No Title 2549
Supplement to “Celebrating Sweet Sixteen”
The boys’ and girls’ state basketball tournaments are promoted as the “Greatest Show in Hoops” by the Kentucky High School Athletic Association.
The two tournaments are unique in that, unlike most other states, they are single events, open to all schools regardless of enrollment size. Many states have implemented a class format—Class A, Class AA, and so on—but not Kentucky. Whoever wins here leaves little doubt as to the best teams.
“Every few years we get a push for a class system,” says KHSAA Commissioner Julian Tackett. “But over the past 10 years we haven’t heard much. Indiana went the class route a few years ago and their revenues are down because they’ve deleted some of their fan base.”

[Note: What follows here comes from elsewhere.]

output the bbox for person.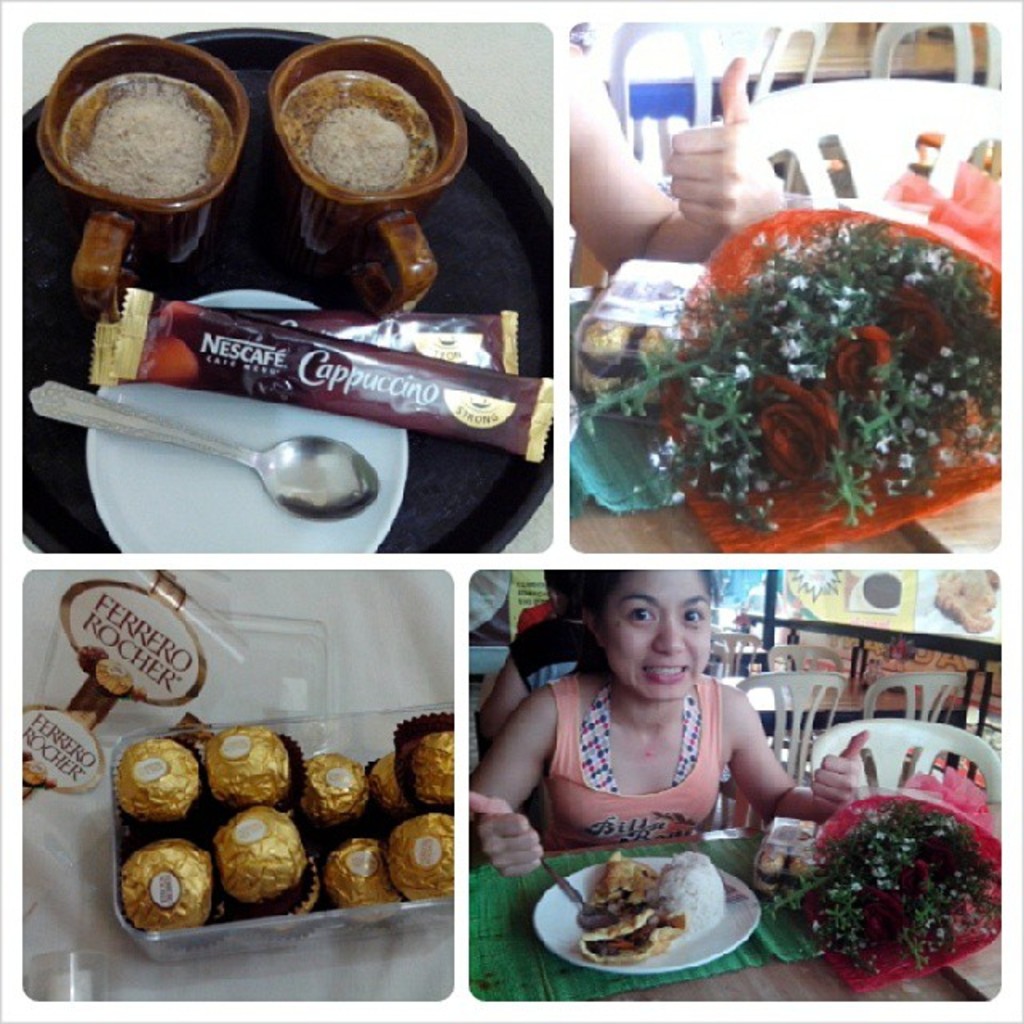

Tackett says that over the years there have been what he calls landmark tournaments that have helped keep the tournaments the way they are.

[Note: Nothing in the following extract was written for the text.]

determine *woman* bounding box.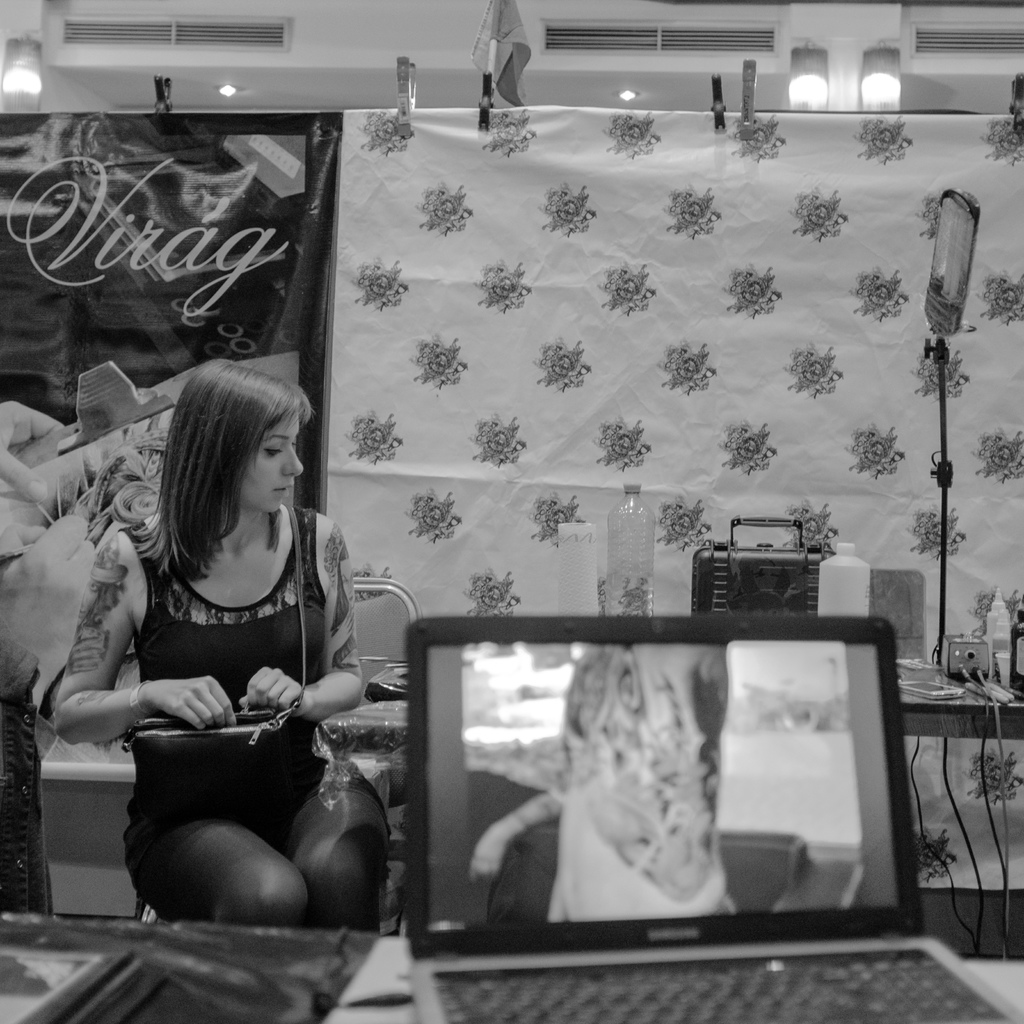
Determined: locate(467, 641, 732, 918).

But you really never know which school will win. You can count on two hands the schools that have won the boys’ Sweet Sixteen more than twice, and it’s the same for the girls.
“The Louisville schools had been winning quite a bit,” Tackett says. “Then in 1976, Edmonson County came along and won it all. They had only about 300 students. And in 1996, Paintsville, with an enrollment of 189 students, wins the tournament.”
At last year’s boys’ tournament, the 1976 Edmonson County team was recognized for their still-talked-about win. Although colorful coach Bobo Davenport died a few years ago, his widow Mary Francis and four of the team’s five starters, including Mark Hennon, Aaron Good, Kevin Clemmons, and Chester Bethel—the only Wildcat to make the all-tournament squad—were in the crowd.
They had to identify somewhat with Shelby Valley, the less-than-600-students school in Pike County, who defeated three-time state champs Ballard of Louisville, serving more than 1,600 students, 73-61 in the finals. Louisville’s Mercy took their second girls’ title, 71-61 over Scott County.
SWEET SIXTEEN TOURNAMENT RESULTS
Go online to the Kentucky High School Athletic Association, www.khsaa.org/basketball/records.html, to view past state champions, individual and state basketball records, all-time winners, and top coaches.
To read the Kentucky Living March 2011 feature that goes along with this supplement, go to Celebrating Sweet Sixteen.